Me? I’ll be there on Saturday with 17 hyper-smart students from the COSMOS program, trying hard to avoid Defender p0wnage.

July 8, 2009

Mateas named MacArthur Foundation Chair

Michael Mateas

Michael Mateas has been selected as the inaugural MacArthur Foundation Endowed Chair for the UC Santa Cruz campus. The MacArthur Chair was established in 2009 for the purpose of supporting research, public service, and teaching that promotes the objectives of the MacArthur Foundation, which include working to defend human rights, advance global conservation and security, make cities better places, and understand how technology is affecting children and society.
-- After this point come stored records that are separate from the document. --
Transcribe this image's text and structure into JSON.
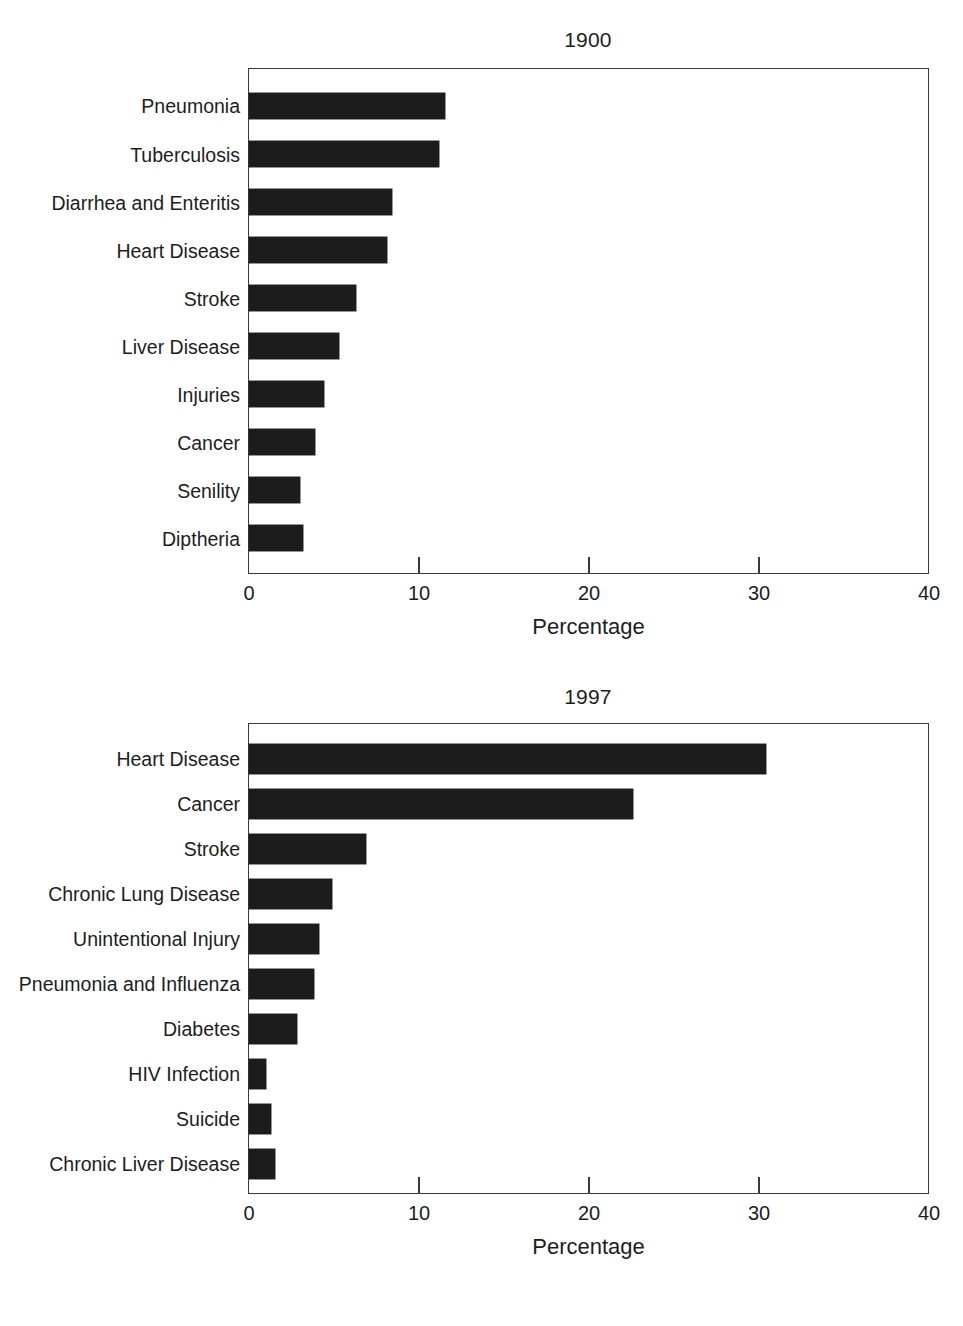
{
  "chart_data": [
    {
      "type": "bar",
      "orientation": "horizontal",
      "title": "1900",
      "xlabel": "Percentage",
      "ylabel": "",
      "xlim": [
        0,
        40
      ],
      "xticks": [
        "0",
        "10",
        "20",
        "30",
        "40"
      ],
      "grid": false,
      "legend": "none",
      "bar_color": "#1c1c1c",
      "categories": [
        "Pneumonia",
        "Tuberculosis",
        "Diarrhea and Enteritis",
        "Heart Disease",
        "Stroke",
        "Liver Disease",
        "Injuries",
        "Cancer",
        "Senility",
        "Diptheria"
      ],
      "values": [
        11.5,
        11.2,
        8.4,
        8.1,
        6.3,
        5.3,
        4.4,
        3.9,
        3.0,
        3.2
      ]
    },
    {
      "type": "bar",
      "orientation": "horizontal",
      "title": "1997",
      "xlabel": "Percentage",
      "ylabel": "",
      "xlim": [
        0,
        40
      ],
      "xticks": [
        "0",
        "10",
        "20",
        "30",
        "40"
      ],
      "grid": false,
      "legend": "none",
      "bar_color": "#1c1c1c",
      "categories": [
        "Heart Disease",
        "Cancer",
        "Stroke",
        "Chronic Lung Disease",
        "Unintentional Injury",
        "Pneumonia and Influenza",
        "Diabetes",
        "HIV Infection",
        "Suicide",
        "Chronic Liver Disease"
      ],
      "values": [
        30.4,
        22.6,
        6.9,
        4.9,
        4.1,
        3.8,
        2.8,
        1.0,
        1.3,
        1.5
      ]
    }
  ]
}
Michael was selected for the chair based on his proposal, “Radically Expanding the Expressive Power of Serious Games.” Michael, an Associate Professor of Computer Science at the University of California, Santa Cruz, will hold the chair for five years.

June 20, 2009

Craig Reynolds on Crowds and Emergent Teamwork

This past January, Craig Reynolds from Sony’s research group in Foster City gave a presentation at UC Santa Cruz on current challenges in creating computational crowds, especially those where the members of the crowd are cooperating to perform some task. A video of the talk can be viewed here:

https://slugtube.soe.ucsc.edu/play-video.php?ID=1072

As a contrast to the recent talk by Mark Henne from Pixar, this talk focused on the underlying algorithmic difficulty of creating the desired algorithmic behavior. Mark’s talk focused more on how to integrate behavior into an existing pipeline, and challenges with ensuring the filmmakers retained artistic control over the procedurally generated scene.

June 19, 2009

Games for girls segment on Today show

This segment on the Today show, aired June 18, 2009, talks about how the games industry is increasingly focusing on girls and women in game creation and marketing. While the segment has its cringeworthy moments (floating talking head in a video game world, ew!), it mostly provides a good overview of current industry thinking about designing and marketing games for girls and women. Interviews with women on the floor of GDC are generally very good.

My daughter Tatum is shown in the segment (she’s in the light blue top with brown straps). She was invited up to Ubisoft in San Francisco for an afternoon during GDC for the taping of the segment. They were great hosts!

June 15, 2009

Mark Henne talk at UCSC

On Friday, May 29, 2009, Mark Henne from Pixar came to UCSC and gave a talk on crowds in the movie Wall-E. You can watch the video here:

https://slugtube.soe.ucsc.edu/play-video.php?ID=1070

I was impressed by the complexity of the AI underlying the characters that comprise the crowds, another reminder of just how complex seemingly simple real-world behaviors can be. I was also struck by how the entire process was optimized to ensure that the artists could, if desired, take a single character from a crowd and manually change its look and behavior. This is consistent with the entire filmmaking process at Pixar, which is optimized for complete artistic control over the end product. Games, in contrast, are much more willing to accept the limitations of the game engine being used.